Monday, February 25, 2013

Black and White

Children on the spectrum are very black and white in their thinking.  Most often these children have inflexible thinking patterns.  Sometimes they can't move beyond what they have firmly decided in their minds.   We have to teach them that not everything is so black and white.  Their rigid thinking often times gets them frustrated.  Sometimes they might act out in inappropriate ways.  

An example of this thinking, or taking something very "literal" was my comment to Michael the day Chris took Ally and I out for dinner.  I said, "Michael, mommy, daddy and Mei Mei (the name the twins call Ally) are going out to dinner tonight.  Miss Tracy is going to babysit you.  Michael automatically put on a big frown face and starting to have a fit.  What was the problem you might ask yourself?  Well, we quickly found out that he was, "NOT A BABY!"  Then we knew that he took the word "babysitter" to actually mean that.  A person who watches a baby. 

This also produced another train of thought in Michael's autistic brain.  He said he didn't like babysitters because they are mean and they lock you in the closet.  Where in the world did that thinking come from?  Well, we quickly learned that Timmy Turner's babysitter (Fairly Odd Godparents cartoon from Cartoon network) is this evil, vicious girl who tortures Timmy whenever his parents go away.  Michael literally thought that having a babysitter would be the worst thing in the world.  Nevermind that Tracy has lived in our house for the last 9 months, and that he knows her almost like a family member.  What happens on TV must be true!

Now I know that many children the age of 7 are still sorting out reality and fantasy.  This is just a developmental stage of most children.  Yet his comments weren't just the typical developmental phase of an average child, it is this developmental phase compounded with an autistic brain.  I must clarify that his brain is a smart and wonderful thing.  It normally thinks "outside of the box", his thinking is different, but it is a good kind of different.   It is also restricted into thinking in a very  literal way.  We get conflicting reports from the school, that Michael needs to "think outside the box".  He does think "outside of the box".  His solutions to problems are out of the ordinary.  He doesn't conform to thinking like the "norm".  What they need to say is that he needs to work on his inflexible thinking.  He needs to work on his language, both expressively and receptively.  He needs to move past his black and white thinking and develop some of those "gray" areas. 

When dealing with Michael, I have to really pull out all of my training as a teacher for the Deaf and hard of hearing.  Figurative language is tough for them.  You have to explain a lot of things that you and I take for granted.  I always wondered back in the late 80s why they kept putting autistic children into our preschool Deaf and hard of hearing class, now I know why.  It is the strange idiosyncracies of of our language that can get some autistic children confused. They need to be taught this things explicitly.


→ Problem details: Write out, exactly and only, the lines that run from the top of the records to the line with "Image is 633x314 pixels.". Include both ends; exclude pictures.
# # # # # # #
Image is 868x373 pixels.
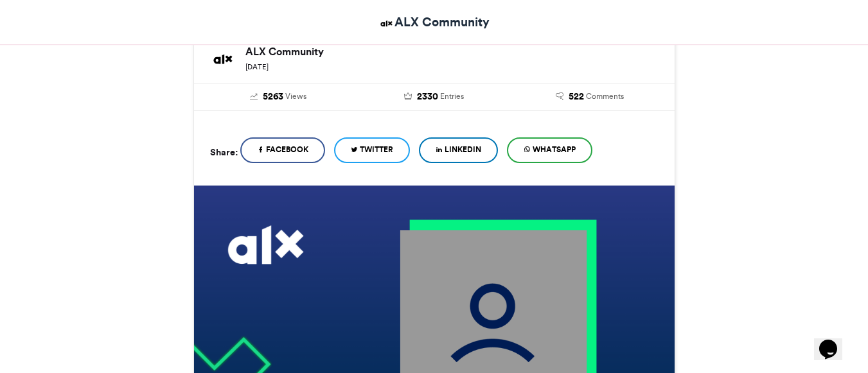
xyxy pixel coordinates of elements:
[210,144,238,160] h5: Share:
[440,91,463,102] span: Entries
[245,46,658,57] h6: ALX Community
[334,137,410,163] a: Twitter
[210,46,236,72] img: ALX Community
[417,90,438,104] span: 2330
[210,90,347,104] a: 5263 Views
[586,91,624,102] span: Comments
[245,63,269,71] small: [DATE]
[285,91,306,102] span: Views
[507,137,592,163] a: WhatsApp
[445,144,481,155] span: LinkedIn
[240,137,325,163] a: Facebook
[360,144,393,155] span: Twitter
[419,137,498,163] a: LinkedIn
[263,90,283,104] span: 5263
[522,90,658,104] a: 522 Comments
[366,90,502,104] a: 2330 Entries
[266,144,308,155] span: Facebook
[814,322,855,361] iframe: chat widget
[532,144,576,155] span: WhatsApp
[568,90,584,104] span: 522
[379,15,394,32] img: ALX Community
[379,13,489,32] a: ALX Community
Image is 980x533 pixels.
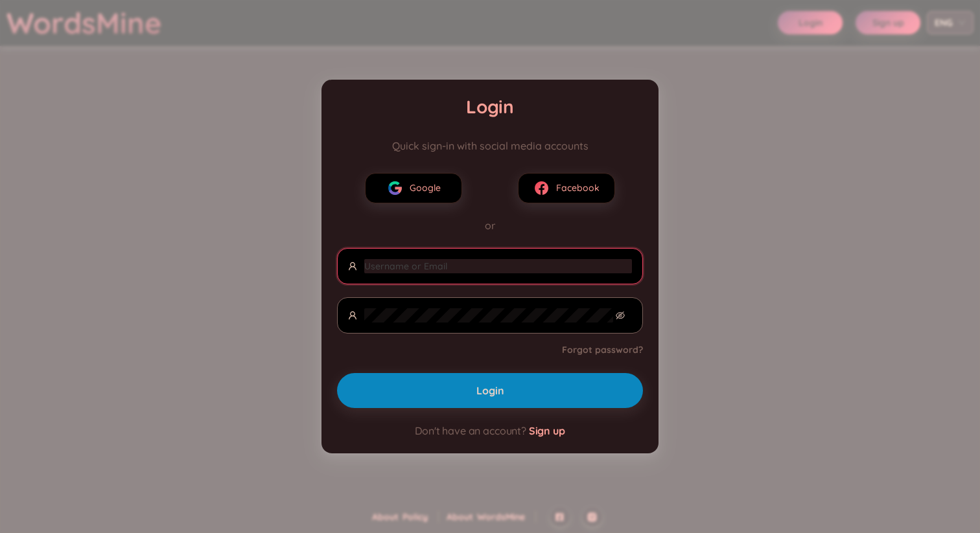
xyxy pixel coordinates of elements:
[615,311,625,320] span: eye-invisible
[556,181,600,195] span: Facebook
[387,180,403,197] img: google
[529,424,565,437] span: Sign up
[348,311,357,320] span: user
[409,181,441,195] span: Google
[533,180,549,197] img: facebook
[365,259,632,273] input: Username or Email
[337,218,642,234] div: or
[348,262,357,271] span: user
[562,343,642,356] a: Forgot password?
[518,173,615,203] button: facebookFacebook
[365,173,462,203] button: googleGoogle
[337,95,642,118] div: Login
[337,424,642,438] div: Don't have an account?
[337,139,642,152] div: Quick sign-in with social media accounts
[337,373,642,408] button: Login
[476,383,504,398] span: Login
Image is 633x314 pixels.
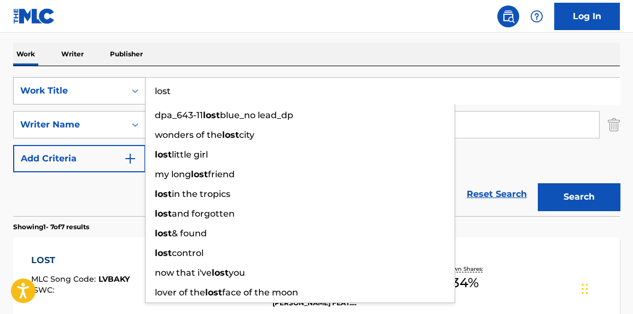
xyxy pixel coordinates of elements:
strong: lost [191,169,208,179]
p: Showing 1 - 7 of 7 results [13,222,89,232]
form: Search Form [13,77,619,216]
div: Writer Name [20,118,119,131]
span: 33.34 % [434,273,478,292]
img: search [501,10,514,23]
span: dpa_643-11 [155,110,203,120]
p: Publisher [107,43,146,66]
strong: lost [155,208,172,219]
span: and forgotten [172,208,235,219]
strong: lost [155,189,172,199]
p: Work [13,43,38,66]
span: now that i've [155,267,212,278]
span: blue_no lead_dp [220,110,293,120]
strong: lost [203,110,220,120]
button: Add Criteria [13,145,145,172]
img: help [530,10,543,23]
a: Public Search [497,5,519,27]
span: & found [172,228,207,238]
img: MLC Logo [13,8,55,24]
span: in the tropics [172,189,230,199]
span: face of the moon [222,287,298,297]
span: friend [208,169,235,179]
img: Delete Criterion [607,111,619,138]
div: Drag [581,272,588,305]
span: LVBAKY [98,274,130,284]
span: control [172,248,203,258]
strong: lost [212,267,229,278]
strong: lost [155,228,172,238]
p: Total Known Shares: [427,265,485,273]
strong: lost [222,130,239,140]
span: MLC Song Code : [31,274,98,284]
iframe: Chat Widget [578,261,633,314]
strong: lost [155,149,172,160]
span: ISWC : [31,285,57,295]
span: my long [155,169,191,179]
button: Search [537,183,619,210]
div: Help [525,5,547,27]
div: LOST [31,254,130,267]
span: city [239,130,254,140]
span: wonders of the [155,130,222,140]
a: Log In [554,3,619,30]
strong: lost [205,287,222,297]
strong: lost [155,248,172,258]
a: Reset Search [461,182,532,206]
span: lover of the [155,287,205,297]
span: little girl [172,149,208,160]
div: Work Title [20,84,119,97]
p: Writer [58,43,87,66]
span: you [229,267,245,278]
img: 9d2ae6d4665cec9f34b9.svg [124,152,137,165]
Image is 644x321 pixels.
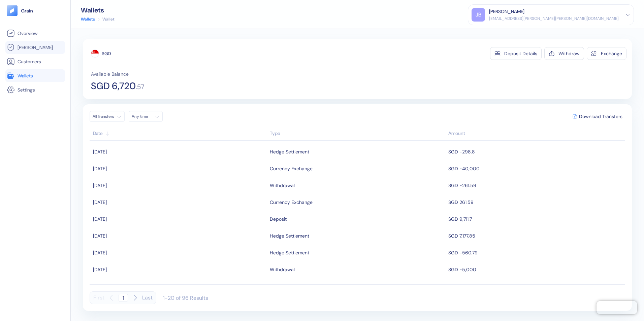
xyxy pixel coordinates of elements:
div: Any time [132,114,152,119]
span: Wallets [17,73,33,79]
td: [DATE] [90,194,268,211]
td: SGD 261.59 [447,194,625,211]
div: Hedge Settlement [270,146,309,158]
div: Withdrawal [270,180,295,192]
div: Currency Exchange [270,197,313,208]
a: Wallets [7,72,64,80]
span: [PERSON_NAME] [17,44,53,51]
button: Exchange [587,47,627,60]
td: SGD -560.79 [447,245,625,261]
div: 1-20 of 96 Results [163,295,208,302]
div: Sort ascending [93,130,267,137]
a: Customers [7,58,64,66]
div: Deposit [270,281,287,293]
button: Download Transfers [570,111,625,121]
span: . 57 [136,84,145,91]
td: [DATE] [90,211,268,227]
button: Deposit Details [490,47,542,60]
div: SGD [102,50,111,57]
td: SGD -298.8 [447,144,625,160]
a: Wallets [81,16,95,22]
td: SGD 9,711.7 [447,211,625,227]
button: First [94,292,105,305]
div: Hedge Settlement [270,230,309,242]
div: Deposit [270,213,287,225]
td: [DATE] [90,227,268,245]
span: Overview [17,30,37,37]
div: Currency Exchange [270,163,313,174]
div: [PERSON_NAME] [489,8,525,15]
button: Last [142,292,153,305]
span: Customers [17,58,41,65]
a: Overview [7,29,64,37]
div: Wallets [81,7,115,13]
span: Settings [17,87,35,94]
a: [PERSON_NAME] [7,43,64,52]
div: Exchange [601,51,622,56]
div: Withdraw [559,51,580,56]
td: [DATE] [90,278,268,295]
td: SGD -5,000 [447,261,625,278]
td: [DATE] [90,160,268,177]
div: [EMAIL_ADDRESS][PERSON_NAME][PERSON_NAME][DOMAIN_NAME] [489,16,619,22]
td: [DATE] [90,144,268,160]
button: Any time [129,111,162,122]
div: JB [472,8,485,22]
a: Settings [7,86,64,94]
span: Available Balance [91,71,129,78]
img: logo [21,8,34,13]
td: SGD -40,000 [447,160,625,177]
td: SGD 7,177.85 [447,227,625,245]
iframe: Chatra live chat [597,301,637,314]
div: Withdrawal [270,264,295,275]
span: Download Transfers [580,114,623,119]
div: Sort ascending [270,130,445,137]
button: Withdraw [544,47,584,60]
td: SGD 12,452.69 [447,278,625,295]
div: Sort descending [449,130,622,137]
td: [DATE] [90,245,268,261]
td: [DATE] [90,261,268,278]
td: [DATE] [90,177,268,194]
div: Deposit Details [505,51,538,56]
div: Hedge Settlement [270,247,309,259]
img: logo-tablet-V2.svg [7,5,17,16]
td: SGD -261.59 [447,177,625,194]
span: SGD 6,720 [91,82,136,91]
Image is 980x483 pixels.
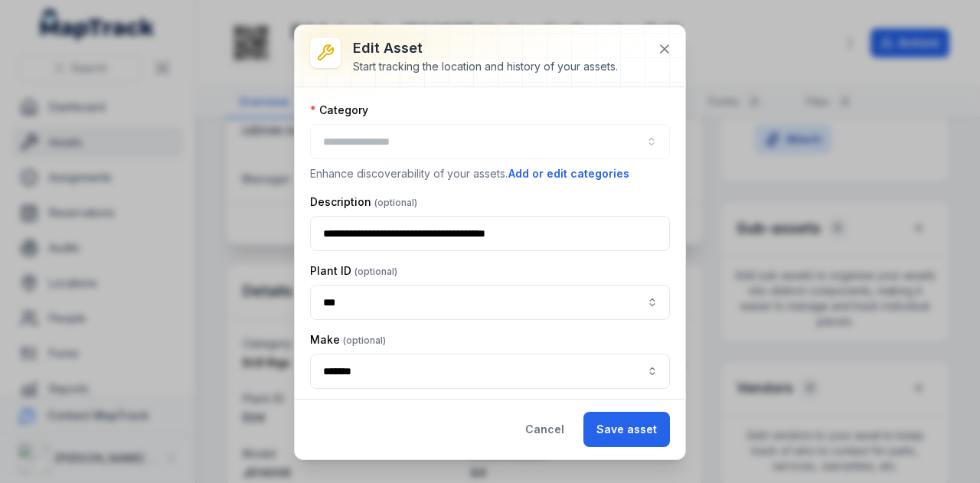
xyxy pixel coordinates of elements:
h3: Edit asset [353,38,618,59]
label: Category [310,103,368,118]
label: Description [310,194,418,210]
div: Start tracking the location and history of your assets. [353,59,618,75]
label: Make [310,332,386,347]
label: Plant ID [310,264,398,279]
button: Save asset [583,412,670,447]
button: Add or edit categories [508,165,630,182]
input: asset-edit:cf[8551d161-b1ce-4bc5-a3dd-9fa232d53e47]-label [310,353,670,389]
button: Cancel [512,412,578,447]
input: asset-edit:cf[e286c480-ed88-4656-934e-cbe2f059b42e]-label [310,285,670,320]
p: Enhance discoverability of your assets. [310,165,670,182]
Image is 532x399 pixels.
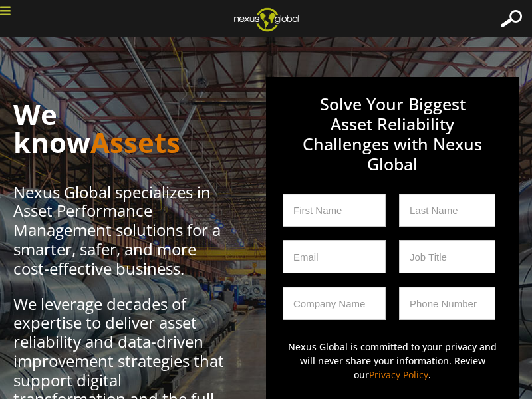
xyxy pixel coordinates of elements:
input: Job Title [399,240,495,273]
input: Email [283,240,385,273]
h3: Solve Your Biggest Asset Reliability Challenges with Nexus Global [283,94,502,194]
input: Phone Number [399,287,495,320]
img: ng_logo_web [223,3,309,36]
input: First Name [283,194,385,227]
input: Company Name [283,287,385,320]
h1: We know [13,100,226,156]
p: Nexus Global specializes in Asset Performance Management solutions for a smarter, safer, and more... [13,183,226,279]
a: Privacy Policy [369,368,428,381]
input: Last Name [399,194,495,227]
span: Assets [91,123,180,161]
p: Nexus Global is committed to your privacy and will never share your information. Review our . [283,340,502,382]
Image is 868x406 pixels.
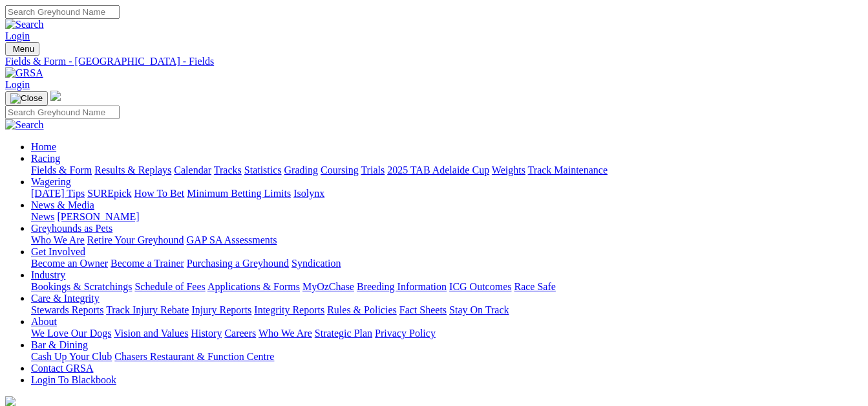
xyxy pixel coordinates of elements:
a: Track Injury Rebate [106,304,189,315]
a: Cash Up Your Club [31,351,112,361]
div: Bar & Dining [31,351,863,362]
a: Login [5,30,30,41]
a: Track Maintenance [528,164,607,175]
a: Fields & Form - [GEOGRAPHIC_DATA] - Fields [5,56,863,67]
div: Racing [31,164,863,176]
div: Industry [31,281,863,293]
a: Schedule of Fees [135,281,205,292]
button: Toggle navigation [5,42,39,56]
a: Rules & Policies [327,304,397,315]
img: Search [5,19,44,30]
a: Statistics [244,164,282,175]
a: Bar & Dining [31,339,88,350]
a: News & Media [31,199,94,210]
a: Fact Sheets [400,304,447,315]
a: Care & Integrity [31,293,99,303]
a: Bookings & Scratchings [31,281,132,292]
a: SUREpick [87,188,131,198]
a: Wagering [31,176,71,187]
a: Race Safe [514,281,555,292]
a: Get Involved [31,245,85,257]
span: Menu [13,44,34,54]
a: Careers [225,327,256,338]
a: Trials [361,164,384,175]
div: Care & Integrity [31,304,863,316]
a: Purchasing a Greyhound [187,258,289,269]
a: Who We Are [31,234,85,245]
img: logo-grsa-white.png [51,91,61,101]
a: Home [31,141,57,152]
a: Syndication [292,258,341,269]
a: Login To Blackbook [31,374,117,385]
a: Stewards Reports [31,304,104,315]
a: History [190,327,222,338]
a: [DATE] Tips [31,188,85,198]
a: Injury Reports [191,304,251,315]
a: Become a Trainer [111,258,184,269]
a: Privacy Policy [375,327,436,338]
a: Industry [31,270,65,280]
img: GRSA [5,67,43,79]
a: [PERSON_NAME] [57,211,139,222]
div: News & Media [31,211,863,222]
a: Login [5,79,30,90]
a: Integrity Reports [254,304,324,315]
a: MyOzChase [303,281,354,292]
a: GAP SA Assessments [187,234,277,245]
a: 2025 TAB Adelaide Cup [387,164,490,175]
a: Chasers Restaurant & Function Centre [114,351,274,361]
input: Search [5,106,119,119]
div: Greyhounds as Pets [31,234,863,245]
a: Vision and Values [114,327,188,338]
input: Search [5,5,119,19]
div: Wagering [31,188,863,199]
a: Applications & Forms [208,281,300,292]
a: News [31,211,54,222]
a: Become an Owner [31,258,108,269]
a: We Love Our Dogs [31,327,112,338]
img: Close [10,94,43,104]
a: Contact GRSA [31,362,93,373]
div: Get Involved [31,258,863,270]
a: Coursing [321,164,359,175]
a: Greyhounds as Pets [31,222,112,233]
a: ICG Outcomes [449,281,511,292]
a: About [31,316,57,327]
a: Fields & Form [31,164,92,175]
a: Grading [285,164,318,175]
a: Isolynx [293,188,324,198]
a: Strategic Plan [315,327,372,338]
a: Weights [492,164,526,175]
a: Calendar [174,164,211,175]
a: Retire Your Greyhound [87,234,184,245]
a: How To Bet [135,188,185,198]
a: Breeding Information [357,281,447,292]
a: Tracks [214,164,242,175]
button: Toggle navigation [5,91,48,106]
a: Racing [31,153,60,164]
a: Stay On Track [449,304,509,315]
a: Who We Are [258,327,312,338]
img: Search [5,119,44,130]
a: Results & Replays [94,164,172,175]
a: Minimum Betting Limits [187,188,291,198]
div: About [31,327,863,339]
# # # # # # #
→ Exercise output:
Image is 868x373 pixels.
xyxy pixel coordinates of elements:
[210,144,238,160] h5: Share:
[440,91,463,102] span: Entries
[245,46,658,57] h6: ALX Community
[334,137,410,163] a: Twitter
[210,46,236,72] img: ALX Community
[417,90,438,104] span: 2330
[210,90,347,104] a: 5263 Views
[586,91,624,102] span: Comments
[245,63,269,71] small: [DATE]
[285,91,306,102] span: Views
[507,137,592,163] a: WhatsApp
[445,144,481,155] span: LinkedIn
[240,137,325,163] a: Facebook
[360,144,393,155] span: Twitter
[419,137,498,163] a: LinkedIn
[263,90,283,104] span: 5263
[522,90,658,104] a: 522 Comments
[366,90,502,104] a: 2330 Entries
[266,144,308,155] span: Facebook
[814,322,855,361] iframe: chat widget
[532,144,576,155] span: WhatsApp
[568,90,584,104] span: 522
[379,15,394,32] img: ALX Community
[379,13,489,32] a: ALX Community
Image is 980x533 pixels.
xyxy pixel coordinates of elements:
[615,311,625,320] span: eye-invisible
[556,181,600,195] span: Facebook
[387,180,403,197] img: google
[529,424,565,437] span: Sign up
[348,311,357,320] span: user
[409,181,441,195] span: Google
[533,180,549,197] img: facebook
[365,259,632,273] input: Username or Email
[337,218,642,234] div: or
[348,262,357,271] span: user
[562,343,642,356] a: Forgot password?
[518,173,615,203] button: facebookFacebook
[365,173,462,203] button: googleGoogle
[337,95,642,118] div: Login
[337,424,642,438] div: Don't have an account?
[337,139,642,152] div: Quick sign-in with social media accounts
[337,373,642,408] button: Login
[476,383,504,398] span: Login
Image is 633x314 pixels.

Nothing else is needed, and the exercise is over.